<Snip> Also, it's useful for tabloids to conflate "all money raised for motoring charges, including fines for improper use of bus lanes/ parking illegally/ offences that require your vehicle to be towed away" with "parking charges" - a disproportionate amount of the money will relate to a smaller number of major offences (which may cost the council some money due to the need to pursue people through the courts etc) but that gives the impression that Councils Are Raking In Millions Of Pounds From Car Parks And You Are Footing The Bill (and similar outrage headlines) << I wish we could separate "car park revenue" and "fees/charges for illegal parking or improper driving"
This ^^^^
The figures quoted in the media are usually the combination of all charges and penalties for both on and off-street parking, and may include income from moving traffic contraventions including bus lane enforcement.
Income from parking charges should be viewed as a separate issue from enforcement penalties. However, in terms of public perception and the potential impact on town centre vitality the two may be linked where an authority takes an overly keen approach to enforcement. For the law-abiding majority it may make a town centre seem an unattractive place to shop if you regularly return to your vehicle and find an enforcement officer standing there waiting....
However, in decriminalised parking/traffic enforcement there are no 'major offences', just a refusal or unwillingness to pay at the earliest stage possible. The cost to the contravenor increases as the enforcement process progresses, but so do the costs to the authority, and the net income per-PCN typically reduces as progression occurs. Well-run parking operations usually generate the vast bulk of their income/surplus via PCN's paid within the first 14/28 days.
The main issue is the lack of clarity on how the money is spent. Section 55 of the Road Traffic Regulation Act 1984 details the requirement to account for 'parking' income and expenditure, and limits the things that any surplus can be spent on. Most people wouldn't object to parking revenue being spent on improving and maintaining car parks, improving and maintaining roads (including cycling and pedestrian facilities), contributing to public transport provision, environmental improvements etc.
The problem comes when authorities bleat they don't have enough money for certain transport projects, but via clever accounting money from the parking account is being transferred into general fund expenditure. E.g. In London no authority should be claiming a lack of funding to repair potholes if they are able to transfer parking money into their general fund.
The other issue is that the purpose of on-street parking management and enforcement should be to manage the use of roadspace for the benefit of the community as a whole, not as a measure to raise revenue on its own. At least one authority has had its knuckles rapped for increasing parking charges for the purpose of making up a shortfall in the
surplus it was expecting to generate from parking. That kind of behaviour is what gives the system a bad name, and outrages the headline writers.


◆ **Work required**:
Each line from the one that holds "Describe the element" to the end of the records is to be retyped exactly. Pictures are not part of the copy.

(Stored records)

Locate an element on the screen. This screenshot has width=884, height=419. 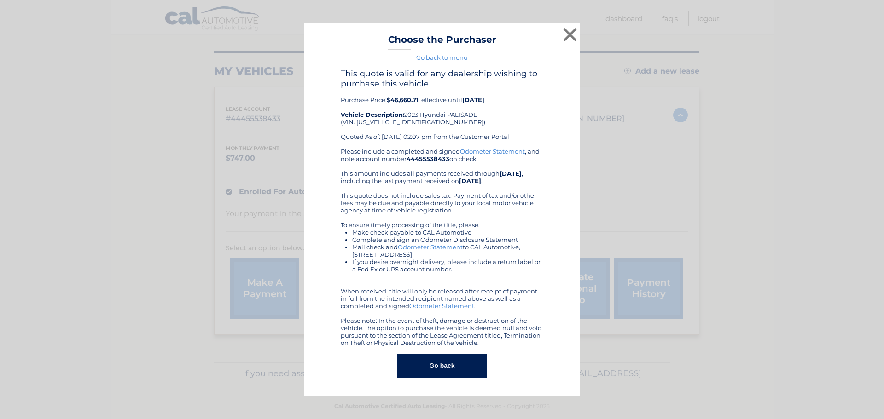
li: Make check payable to CAL Automotive is located at coordinates (447, 232).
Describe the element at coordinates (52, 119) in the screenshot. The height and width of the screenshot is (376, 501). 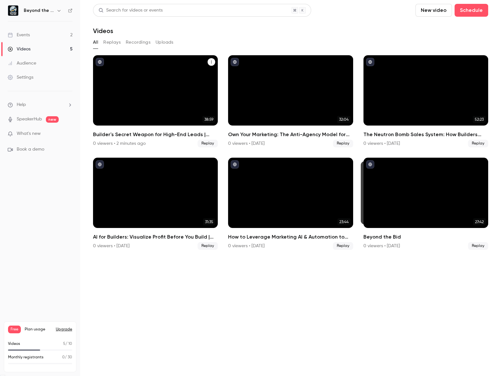
I see `span: new` at that location.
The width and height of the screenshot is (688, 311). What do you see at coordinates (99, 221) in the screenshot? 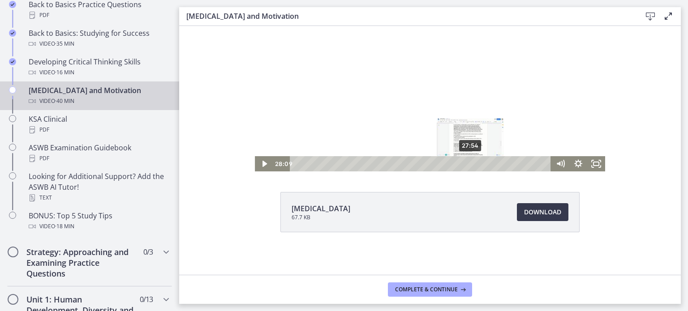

◆ **Exercise output**:
Describe the element at coordinates (52, 119) in the screenshot. The height and width of the screenshot is (376, 501). 
I see `span: new` at that location.
The width and height of the screenshot is (688, 311). What do you see at coordinates (99, 221) in the screenshot? 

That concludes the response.